Philip Seymour Hoffman (1967–2014)
To see Philip Seymour Hoffman even in films that you hated was to come away awed.
Ryan Switzer is a PhD candidate in sociology at Stockholm University. He researches right-wing politics in welfare states.
To see Philip Seymour Hoffman even in films that you hated was to come away awed.
The New York State Legislature is readying to pass a bill that would make it illegal for any college or university in the state to use public monies to fund faculty membership in — or travel to — academic organizations that boycott the institutions of another country.
Pete Seeger sacrificed to fight the blacklist. How many of us would have done the same?
Pete Seeger represented a musical tradition that can’t be divorced from American radicalism.
Seeger did good — because he was a communist, not in spite of it.
Liberal Republicanism’s collapse didn’t spring from some loss of decency in an age of polarization, but from the transformation of class struggle in America.
Let’s have a debate over the Left and the state. But not on the libertarians’ distorted terms.
The state campaign against Rasmea Odeh is part of a broader attack on Palestinian activists.
The “sharing economy” invokes vague leftist sentiments while moving towards more precarious employment.
There’s a reason conservative critics want to limit the study of literature to aesthetic experience: any further analysis might become a gateway to a political awareness they fear.
Through petrodollar recycling and arms sales, Gulf states have melded seamlessly into US capital circuits.
Our first episode of Jacobin Radio South Africa — part of an international series of podcasts and terrestrial broadcast content
When leftists set themselves up as defenders of government against libertarian hostility to the state, they unwittingly accept the Right’s framing of the debate.
The problems of our time will be solved by our collective capacity to change the world, not self-therapy.
No labor leader, no matter how dedicated, can substitute for a mobilized membership that exercises collective control of its union.
Obama’s “Promise Zones” anti-poverty program is a Trojan horse for deregulation.
The American government’s response to the 2007–8 financial crisis reveals an increasing tension between its domestic and global responsibilities.
Brooklyn nostalgia has done more than sell hot dogs and baseball memorabilia.
Though easy targets for fiscal hawks, public architecture that’s luxurious and dramatic — even excessive — should be ours as a right.
Evo Morales’s administration has scored some successes, but it has failed to deliver on its more radical promises.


- **WHAT YOU SHOULD DO**
Without including any images, repeat the data exactly.

● ● ● ● ● ● ●

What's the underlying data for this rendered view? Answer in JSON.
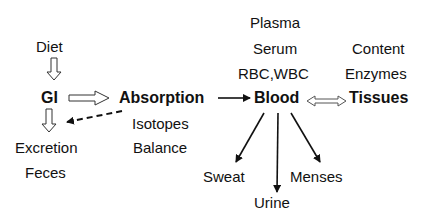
{
  "nodes": {
    "diet": "Diet",
    "gi": "GI",
    "excretion": "Excretion",
    "feces": "Feces",
    "absorption": "Absorption",
    "isotopes": "Isotopes",
    "balance": "Balance",
    "plasma": "Plasma",
    "serum": "Serum",
    "rbc_wbc": "RBC,WBC",
    "blood": "Blood",
    "content": "Content",
    "enzymes": "Enzymes",
    "tissues": "Tissues",
    "sweat": "Sweat",
    "urine": "Urine",
    "menses": "Menses"
  },
  "edges": [
    {
      "from": "Diet",
      "to": "GI",
      "style": "hollow"
    },
    {
      "from": "GI",
      "to": "Absorption",
      "style": "hollow"
    },
    {
      "from": "GI",
      "to": "Excretion",
      "style": "hollow"
    },
    {
      "from": "Absorption",
      "to": "Excretion",
      "style": "dashed"
    },
    {
      "from": "Absorption",
      "to": "Blood",
      "style": "solid"
    },
    {
      "from": "Blood",
      "to": "Tissues",
      "style": "hollow-double"
    },
    {
      "from": "Blood",
      "to": "Sweat",
      "style": "solid"
    },
    {
      "from": "Blood",
      "to": "Urine",
      "style": "solid"
    },
    {
      "from": "Blood",
      "to": "Menses",
      "style": "solid"
    }
  ]
}
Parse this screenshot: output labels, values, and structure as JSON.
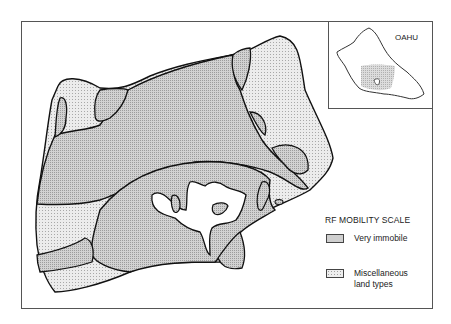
{
  "map": {
    "inset_label": "OAHU",
    "legend": {
      "title": "RF MOBILITY SCALE",
      "items": [
        {
          "label": "Very immobile",
          "pattern": "dense-stipple",
          "color": "#cfcfcf"
        },
        {
          "label": "Miscellaneous land types",
          "pattern": "light-stipple",
          "color": "#eeeeee"
        }
      ]
    }
  }
}
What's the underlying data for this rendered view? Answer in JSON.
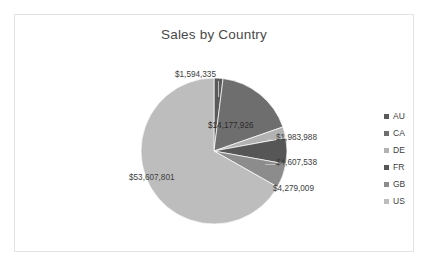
{
  "chart": {
    "title": "Sales by Country"
  },
  "legend": {
    "position": "right",
    "items": [
      {
        "label": "AU",
        "color": "#5a5a5a"
      },
      {
        "label": "CA",
        "color": "#6e6e6e"
      },
      {
        "label": "DE",
        "color": "#b2b2b2"
      },
      {
        "label": "FR",
        "color": "#565656"
      },
      {
        "label": "GB",
        "color": "#8c8c8c"
      },
      {
        "label": "US",
        "color": "#bdbdbd"
      }
    ]
  },
  "labels": {
    "au": "$1,594,335",
    "ca": "$14,177,926",
    "de": "$1,983,988",
    "fr": "$4,607,538",
    "gb": "$4,279,009",
    "us": "$53,607,801"
  },
  "chart_data": {
    "type": "pie",
    "title": "Sales by Country",
    "xlabel": "",
    "ylabel": "",
    "categories": [
      "AU",
      "CA",
      "DE",
      "FR",
      "GB",
      "US"
    ],
    "values": [
      1594335,
      14177926,
      1983988,
      4607538,
      4279009,
      53607801
    ],
    "value_labels": [
      "$1,594,335",
      "$14,177,926",
      "$1,983,988",
      "$4,607,538",
      "$4,279,009",
      "$53,607,801"
    ],
    "colors": [
      "#5a5a5a",
      "#6e6e6e",
      "#b2b2b2",
      "#565656",
      "#8c8c8c",
      "#bdbdbd"
    ],
    "total": 80250597,
    "start_angle": 0,
    "direction": "clockwise",
    "legend_position": "right",
    "grid": false,
    "data_labels": true
  }
}
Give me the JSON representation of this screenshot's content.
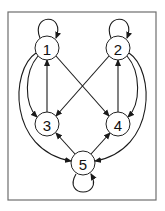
{
  "diagram": {
    "type": "directed-graph",
    "frame": {
      "x": 8,
      "y": 12,
      "width": 148,
      "height": 188
    },
    "node_radius": 12,
    "nodes": [
      {
        "id": "1",
        "label": "1",
        "x": 47,
        "y": 48
      },
      {
        "id": "2",
        "label": "2",
        "x": 118,
        "y": 48
      },
      {
        "id": "3",
        "label": "3",
        "x": 47,
        "y": 124
      },
      {
        "id": "4",
        "label": "4",
        "x": 118,
        "y": 124
      },
      {
        "id": "5",
        "label": "5",
        "x": 83,
        "y": 163
      }
    ],
    "edges": [
      {
        "from": "1",
        "to": "1",
        "kind": "self-loop",
        "path": "M40,38 C30,14 66,12 56,38"
      },
      {
        "from": "2",
        "to": "2",
        "kind": "self-loop",
        "path": "M111,38 C101,14 137,12 127,38"
      },
      {
        "from": "5",
        "to": "5",
        "kind": "self-loop",
        "path": "M76,174 C62,198 104,198 91,174"
      },
      {
        "from": "3",
        "to": "1",
        "kind": "straight",
        "path": "M47,112 L47,60"
      },
      {
        "from": "4",
        "to": "2",
        "kind": "straight",
        "path": "M118,112 L118,60"
      },
      {
        "from": "1",
        "to": "4",
        "kind": "straight",
        "path": "M56,56 L109,116"
      },
      {
        "from": "2",
        "to": "3",
        "kind": "straight",
        "path": "M109,56 L56,116"
      },
      {
        "from": "1",
        "to": "3",
        "kind": "curve",
        "path": "M38,56 C24,72 24,104 37,117"
      },
      {
        "from": "1",
        "to": "5",
        "kind": "curve",
        "path": "M36,53 C10,70 8,150 71,161"
      },
      {
        "from": "2",
        "to": "4",
        "kind": "curve",
        "path": "M127,56 C141,72 141,104 128,117"
      },
      {
        "from": "2",
        "to": "5",
        "kind": "curve",
        "path": "M129,53 C155,70 157,150 95,161"
      },
      {
        "from": "5",
        "to": "3",
        "kind": "straight",
        "path": "M75,154 L56,133"
      },
      {
        "from": "5",
        "to": "4",
        "kind": "straight",
        "path": "M91,154 L110,133"
      }
    ],
    "colors": {
      "stroke": "#1a1a1a",
      "frame": "#6e6e6e",
      "node_fill": "#ffffff"
    }
  }
}
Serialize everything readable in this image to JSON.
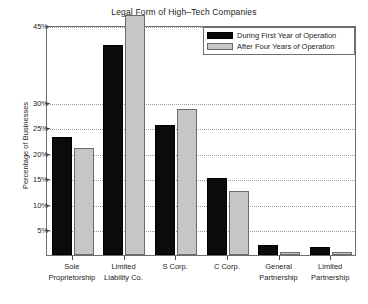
{
  "chart_data": {
    "type": "bar",
    "title": "Legal Form of High–Tech Companies",
    "xlabel": "",
    "ylabel": "Percentage of Businesses",
    "ylim": [
      0,
      45
    ],
    "grid": true,
    "legend_position": "top-right",
    "categories": [
      "Sole Proprietorship",
      "Limited Liability Co.",
      "S Corp.",
      "C Corp.",
      "General Partnership",
      "Limited Partnership"
    ],
    "category_lines": [
      [
        "Sole",
        "Proprietorship"
      ],
      [
        "Limited",
        "Liability Co."
      ],
      [
        "S Corp.",
        ""
      ],
      [
        "C Corp.",
        ""
      ],
      [
        "General",
        "Partnership"
      ],
      [
        "Limited",
        "Partnership"
      ]
    ],
    "ytick_labels": [
      "5%",
      "10%",
      "15%",
      "20%",
      "25%",
      "30%",
      "45%"
    ],
    "ytick_values": [
      5,
      10,
      15,
      20,
      25,
      30,
      45
    ],
    "series": [
      {
        "name": "During First Year of Operation",
        "color": "#0b0b0b",
        "values": [
          23,
          41,
          25.5,
          15,
          2,
          1.5
        ]
      },
      {
        "name": "After Four Years of Operation",
        "color": "#c6c6c6",
        "values": [
          21,
          47,
          28.5,
          12.5,
          0.5,
          0.5
        ]
      }
    ]
  },
  "legend": {
    "items": [
      {
        "label": "During First Year of Operation",
        "swatch": "black-swatch"
      },
      {
        "label": "After Four Years of Operation",
        "swatch": "gray-swatch"
      }
    ]
  }
}
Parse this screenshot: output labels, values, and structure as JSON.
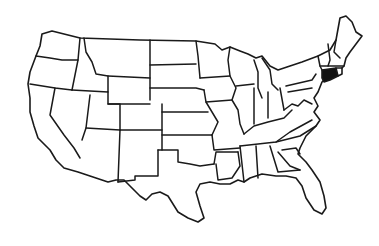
{
  "map": {
    "type": "choropleth-outline",
    "region": "United States (contiguous 48 states)",
    "background": "#ffffff",
    "outline_color": "#1a1a1a",
    "highlight_color": "#111111",
    "highlighted_states": [
      "Connecticut"
    ],
    "labels": []
  }
}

● ● ● ● ● ● ●

- **YOUR SOLUTION**
What's the underlying data for this rendered view? Answer in JSON.
{
  "nodes": {
    "diet": "Diet",
    "gi": "GI",
    "excretion": "Excretion",
    "feces": "Feces",
    "absorption": "Absorption",
    "isotopes": "Isotopes",
    "balance": "Balance",
    "plasma": "Plasma",
    "serum": "Serum",
    "rbc_wbc": "RBC,WBC",
    "blood": "Blood",
    "content": "Content",
    "enzymes": "Enzymes",
    "tissues": "Tissues",
    "sweat": "Sweat",
    "urine": "Urine",
    "menses": "Menses"
  },
  "edges": [
    {
      "from": "Diet",
      "to": "GI",
      "style": "hollow"
    },
    {
      "from": "GI",
      "to": "Absorption",
      "style": "hollow"
    },
    {
      "from": "GI",
      "to": "Excretion",
      "style": "hollow"
    },
    {
      "from": "Absorption",
      "to": "Excretion",
      "style": "dashed"
    },
    {
      "from": "Absorption",
      "to": "Blood",
      "style": "solid"
    },
    {
      "from": "Blood",
      "to": "Tissues",
      "style": "hollow-double"
    },
    {
      "from": "Blood",
      "to": "Sweat",
      "style": "solid"
    },
    {
      "from": "Blood",
      "to": "Urine",
      "style": "solid"
    },
    {
      "from": "Blood",
      "to": "Menses",
      "style": "solid"
    }
  ]
}
Parse this screenshot: output labels, values, and structure as JSON.
{
  "map": {
    "inset_label": "OAHU",
    "legend": {
      "title": "RF MOBILITY SCALE",
      "items": [
        {
          "label": "Very immobile",
          "pattern": "dense-stipple",
          "color": "#cfcfcf"
        },
        {
          "label": "Miscellaneous land types",
          "pattern": "light-stipple",
          "color": "#eeeeee"
        }
      ]
    }
  }
}
What's the underlying data for this rendered view? Answer in JSON.
{
  "chart": {
    "title": "Sales by Country"
  },
  "legend": {
    "position": "right",
    "items": [
      {
        "label": "AU",
        "color": "#5a5a5a"
      },
      {
        "label": "CA",
        "color": "#6e6e6e"
      },
      {
        "label": "DE",
        "color": "#b2b2b2"
      },
      {
        "label": "FR",
        "color": "#565656"
      },
      {
        "label": "GB",
        "color": "#8c8c8c"
      },
      {
        "label": "US",
        "color": "#bdbdbd"
      }
    ]
  },
  "labels": {
    "au": "$1,594,335",
    "ca": "$14,177,926",
    "de": "$1,983,988",
    "fr": "$4,607,538",
    "gb": "$4,279,009",
    "us": "$53,607,801"
  },
  "chart_data": {
    "type": "pie",
    "title": "Sales by Country",
    "xlabel": "",
    "ylabel": "",
    "categories": [
      "AU",
      "CA",
      "DE",
      "FR",
      "GB",
      "US"
    ],
    "values": [
      1594335,
      14177926,
      1983988,
      4607538,
      4279009,
      53607801
    ],
    "value_labels": [
      "$1,594,335",
      "$14,177,926",
      "$1,983,988",
      "$4,607,538",
      "$4,279,009",
      "$53,607,801"
    ],
    "colors": [
      "#5a5a5a",
      "#6e6e6e",
      "#b2b2b2",
      "#565656",
      "#8c8c8c",
      "#bdbdbd"
    ],
    "total": 80250597,
    "start_angle": 0,
    "direction": "clockwise",
    "legend_position": "right",
    "grid": false,
    "data_labels": true
  }
}
Give me the JSON representation of this screenshot's content.
{
  "diagram": {
    "type": "directed-graph",
    "frame": {
      "x": 8,
      "y": 12,
      "width": 148,
      "height": 188
    },
    "node_radius": 12,
    "nodes": [
      {
        "id": "1",
        "label": "1",
        "x": 47,
        "y": 48
      },
      {
        "id": "2",
        "label": "2",
        "x": 118,
        "y": 48
      },
      {
        "id": "3",
        "label": "3",
        "x": 47,
        "y": 124
      },
      {
        "id": "4",
        "label": "4",
        "x": 118,
        "y": 124
      },
      {
        "id": "5",
        "label": "5",
        "x": 83,
        "y": 163
      }
    ],
    "edges": [
      {
        "from": "1",
        "to": "1",
        "kind": "self-loop",
        "path": "M40,38 C30,14 66,12 56,38"
      },
      {
        "from": "2",
        "to": "2",
        "kind": "self-loop",
        "path": "M111,38 C101,14 137,12 127,38"
      },
      {
        "from": "5",
        "to": "5",
        "kind": "self-loop",
        "path": "M76,174 C62,198 104,198 91,174"
      },
      {
        "from": "3",
        "to": "1",
        "kind": "straight",
        "path": "M47,112 L47,60"
      },
      {
        "from": "4",
        "to": "2",
        "kind": "straight",
        "path": "M118,112 L118,60"
      },
      {
        "from": "1",
        "to": "4",
        "kind": "straight",
        "path": "M56,56 L109,116"
      },
      {
        "from": "2",
        "to": "3",
        "kind": "straight",
        "path": "M109,56 L56,116"
      },
      {
        "from": "1",
        "to": "3",
        "kind": "curve",
        "path": "M38,56 C24,72 24,104 37,117"
      },
      {
        "from": "1",
        "to": "5",
        "kind": "curve",
        "path": "M36,53 C10,70 8,150 71,161"
      },
      {
        "from": "2",
        "to": "4",
        "kind": "curve",
        "path": "M127,56 C141,72 141,104 128,117"
      },
      {
        "from": "2",
        "to": "5",
        "kind": "curve",
        "path": "M129,53 C155,70 157,150 95,161"
      },
      {
        "from": "5",
        "to": "3",
        "kind": "straight",
        "path": "M75,154 L56,133"
      },
      {
        "from": "5",
        "to": "4",
        "kind": "straight",
        "path": "M91,154 L110,133"
      }
    ],
    "colors": {
      "stroke": "#1a1a1a",
      "frame": "#6e6e6e",
      "node_fill": "#ffffff"
    }
  }
}
Serialize everything readable in this image to JSON.
{
  "chart_data": {
    "type": "bar",
    "title": "Legal Form of High–Tech Companies",
    "xlabel": "",
    "ylabel": "Percentage of Businesses",
    "ylim": [
      0,
      45
    ],
    "grid": true,
    "legend_position": "top-right",
    "categories": [
      "Sole Proprietorship",
      "Limited Liability Co.",
      "S Corp.",
      "C Corp.",
      "General Partnership",
      "Limited Partnership"
    ],
    "category_lines": [
      [
        "Sole",
        "Proprietorship"
      ],
      [
        "Limited",
        "Liability Co."
      ],
      [
        "S Corp.",
        ""
      ],
      [
        "C Corp.",
        ""
      ],
      [
        "General",
        "Partnership"
      ],
      [
        "Limited",
        "Partnership"
      ]
    ],
    "ytick_labels": [
      "5%",
      "10%",
      "15%",
      "20%",
      "25%",
      "30%",
      "45%"
    ],
    "ytick_values": [
      5,
      10,
      15,
      20,
      25,
      30,
      45
    ],
    "series": [
      {
        "name": "During First Year of Operation",
        "color": "#0b0b0b",
        "values": [
          23,
          41,
          25.5,
          15,
          2,
          1.5
        ]
      },
      {
        "name": "After Four Years of Operation",
        "color": "#c6c6c6",
        "values": [
          21,
          47,
          28.5,
          12.5,
          0.5,
          0.5
        ]
      }
    ]
  },
  "legend": {
    "items": [
      {
        "label": "During First Year of Operation",
        "swatch": "black-swatch"
      },
      {
        "label": "After Four Years of Operation",
        "swatch": "gray-swatch"
      }
    ]
  }
}
Parse this screenshot: output labels, values, and structure as JSON.
{
  "map": {
    "type": "choropleth-outline",
    "region": "United States (contiguous 48 states)",
    "background": "#ffffff",
    "outline_color": "#1a1a1a",
    "highlight_color": "#111111",
    "highlighted_states": [
      "Connecticut"
    ],
    "labels": []
  }
}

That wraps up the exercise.